- Mark as New
- Bookmark Message
- Subscribe to Message
- Mute Message
- Subscribe to RSS Feed
- Permalink
- Report Inappropriate Content
Hello,
I would like to prepare a dashboard which shows status(power on/off) off devices in retails store, we have POS,MPOS devices. My question is on what basis(windows logs) I would assume a device powers off?? Could you please explain what windows logs, event codes are accurate to decide power off? Any help would be appreciated.
Thanks in advance
- Mark as New
- Bookmark Message
- Subscribe to Message
- Mute Message
- Subscribe to RSS Feed
- Permalink
- Report Inappropriate Content
Look in the System event log for Event ID 13, type 4, sourcename Microsoft-Windows-Kernel-General - or, using the standard Splunk TA for Windows:
sourcetype=WinEventLog:System EventCode=13 EventType=4
- Mark as New
- Bookmark Message
- Subscribe to Message
- Mute Message
- Subscribe to RSS Feed
- Permalink
- Report Inappropriate Content
Look in the System event log for Event ID 13, type 4, sourcename Microsoft-Windows-Kernel-General - or, using the standard Splunk TA for Windows:
sourcetype=WinEventLog:System EventCode=13 EventType=4
- Mark as New
- Bookmark Message
- Subscribe to Message
- Mute Message
- Subscribe to RSS Feed
- Permalink
- Report Inappropriate Content
thank you wenthold...we have so many devices like IPhones, IPADS, scan guns, printers, MPOS s i am getting real time machine data into my splunk, how would i categorize them as power on/off
i have one method in my hand, if any host is not sending logs to splunk i am treating them as off line or power off devices which could be a power issue, network issue, application issue or anything else. now i would like like to take only power off devices only as not off line devices
- Mark as New
- Bookmark Message
- Subscribe to Message
- Mute Message
- Subscribe to RSS Feed
- Permalink
- Report Inappropriate Content
From a high level, I would do something like this:
- Create a lookup table of assets including the fields isExpected
- Schedule a lookup search to identify when a new host sends data, and add it to the asset lookup table with the isExpected value to 1
- Schedule another search that looks for the poweroff event and sets the isExpected value to 0
Now you can identify when a host is expected and stops sending data. This is what I'd start with for Windows, I'm not sure what I'd do for the other systems or if it's possible, it depends on what's being logged to Splunk from those devices.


**About this task:** Print the data below again in full, exactly as it stands, with no images.

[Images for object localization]

--- START ---

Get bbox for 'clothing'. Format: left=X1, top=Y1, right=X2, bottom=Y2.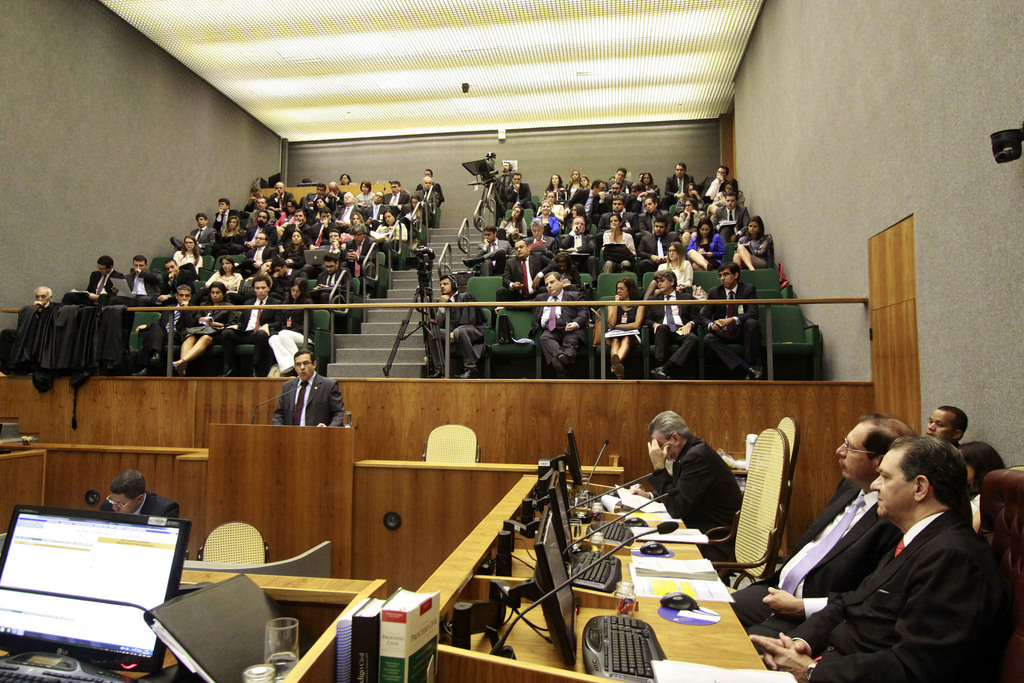
left=125, top=271, right=161, bottom=299.
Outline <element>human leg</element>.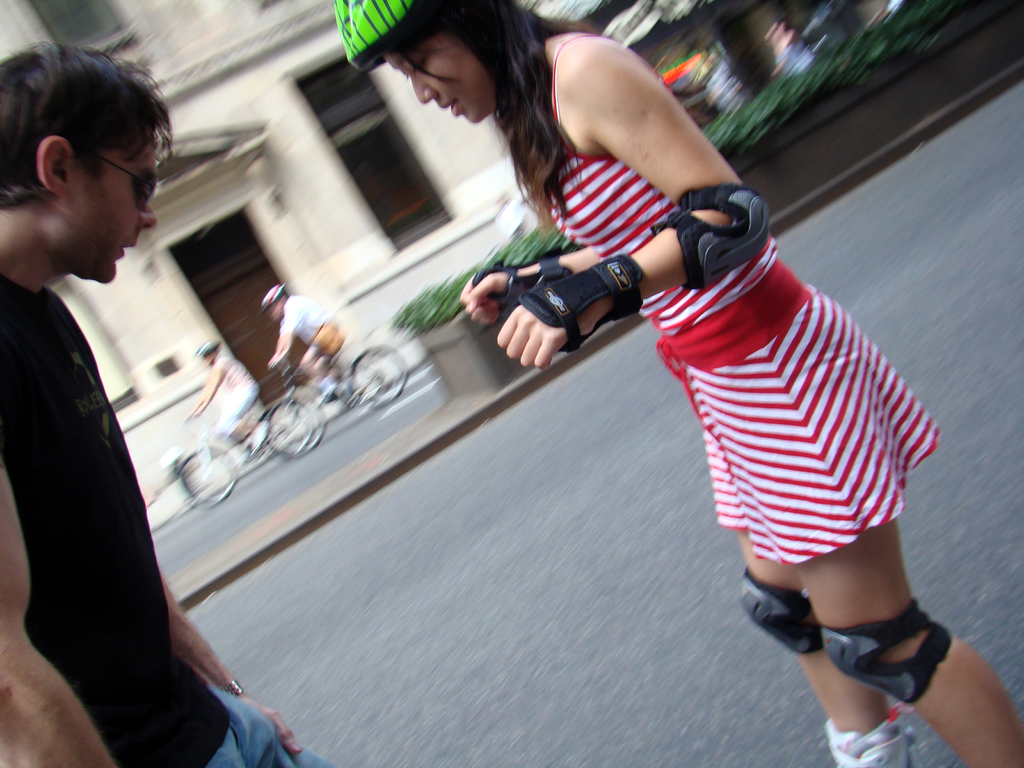
Outline: bbox=[820, 303, 1022, 767].
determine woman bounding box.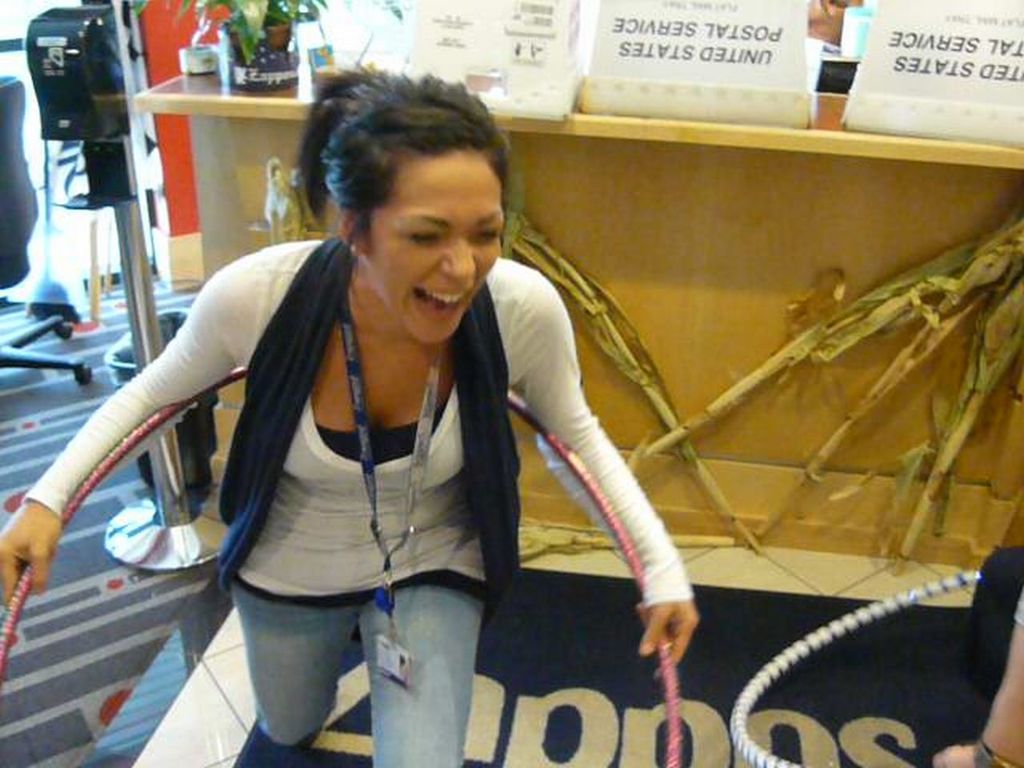
Determined: left=122, top=90, right=754, bottom=762.
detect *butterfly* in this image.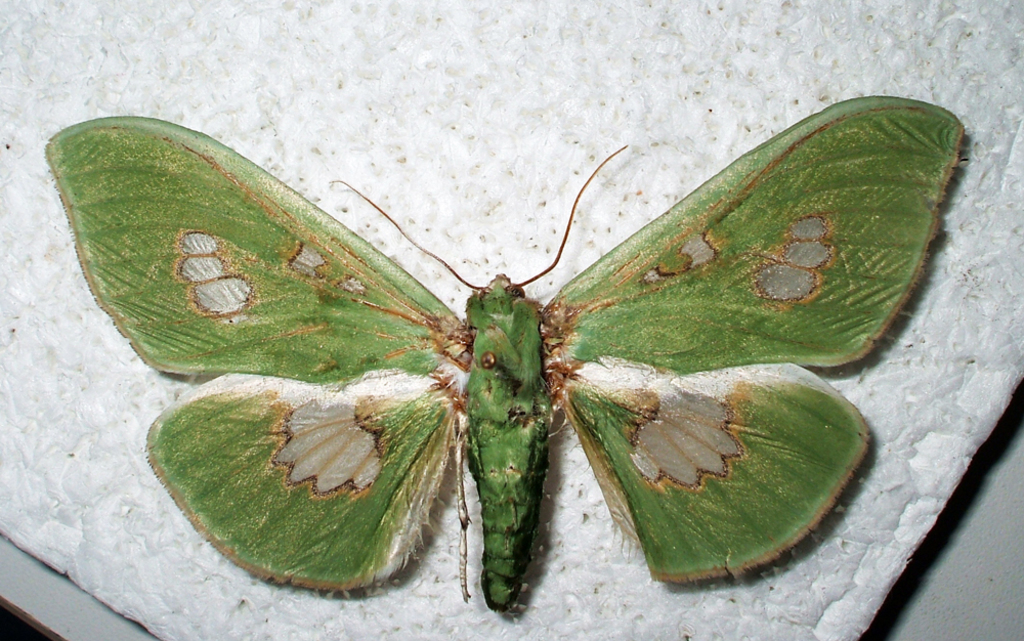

--- END ---

**Answer section:**
Get bbox for 'clothing'. Format: left=X1, top=Y1, right=X2, bottom=Y2.
left=125, top=271, right=161, bottom=299.
Outline <element>human leg</element>.
Outline: bbox=[820, 303, 1022, 767].
determine woman bounding box.
Determined: left=122, top=90, right=754, bottom=762.
detect *butterfly* in this image.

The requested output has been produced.